The PUD got a flood of new applications in summer and fall 2017, many of them from people and businesses involved in cryptocurrency. Some were requests, some were inquiries, but filling all of them would’ve used up all the PUD’s available generation capacity. In light of that, utility district officials stopped working on new customer requests until employees worked out a new rate class for "emerging industries," like cryptocurrency.

But not all of those requests were cryptocurrency. “There’s a group of 28 that are considered general customers,” said Russ Seiler, an engineer with the PUD. Of those 28 proposed projects, 15 are “distribution size,” Seiler said, ranging between one and 10 megawatts. “These would be projects that don’t require any substation work.” Those are located in Quincy, north of Moses Lake in the Larson area, in the Moses Lake municipal area, and in Warden.

Five projects might "require a new transformer in an existing substation.” They are in the Quincy and Moses Lake areas. “It’s not as complicated as a brand new substation, because you have an existing footprint you’re expanding, but you are getting into a bigger project.”

The remaining eight are new substations, including two in Quincy, one near Royal City and five of varying sizes north of Moses Lake. “You’re seeing your megawatts go up,” Seiler said. The two biggest requests are for 20 megawatts each, both in Quincy.

Three of the new substations north of Moses Lake would power pumps for the expansion of surface irrigation water into the Odessa subarea.

“This body of 28 (proposals) represents 205 megawatts of requests,” Seiler said. “Were this to all get processed through, you’re talking about increasing the load on the system by fully a third, or better than a third.”

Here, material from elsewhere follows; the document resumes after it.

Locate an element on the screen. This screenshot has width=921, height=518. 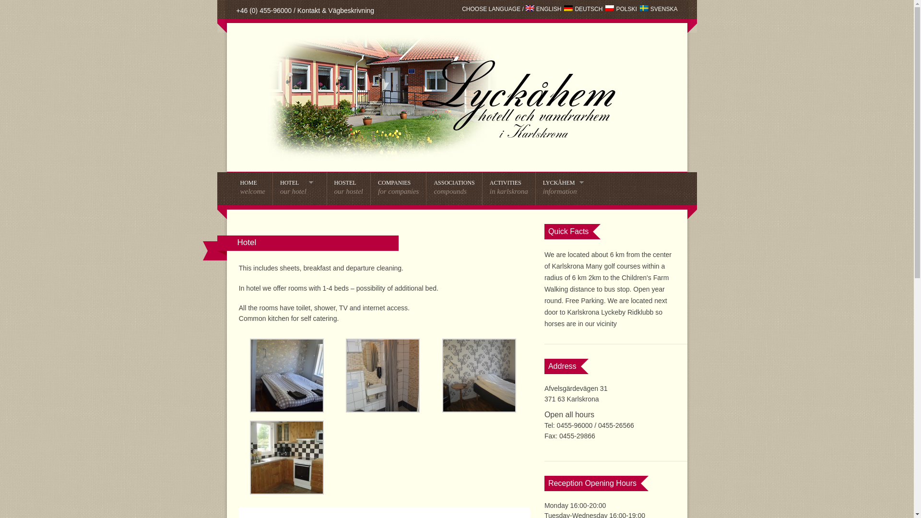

“We don’t actually necessarily have applications submitted for these?” asked commissioner Bob Bernd.

Seiler said those customers haven’t applied because the PUD wasn’t taking new applications. “They’ve expressed interest – it’s not that haven’t wanted to apply,” said chief executive officer Kevin Nordt. “These aren’t speculative that you’re guessing these are coming.”

Once applications are being accepted, they’ll be reviewed before being passed on to the PUD’s engineering department. Once they get that far, “the plan is to take the full body of applications that come through,” Seiler said. At that point, customers will get some estimates of cost and how long the project would take to finish.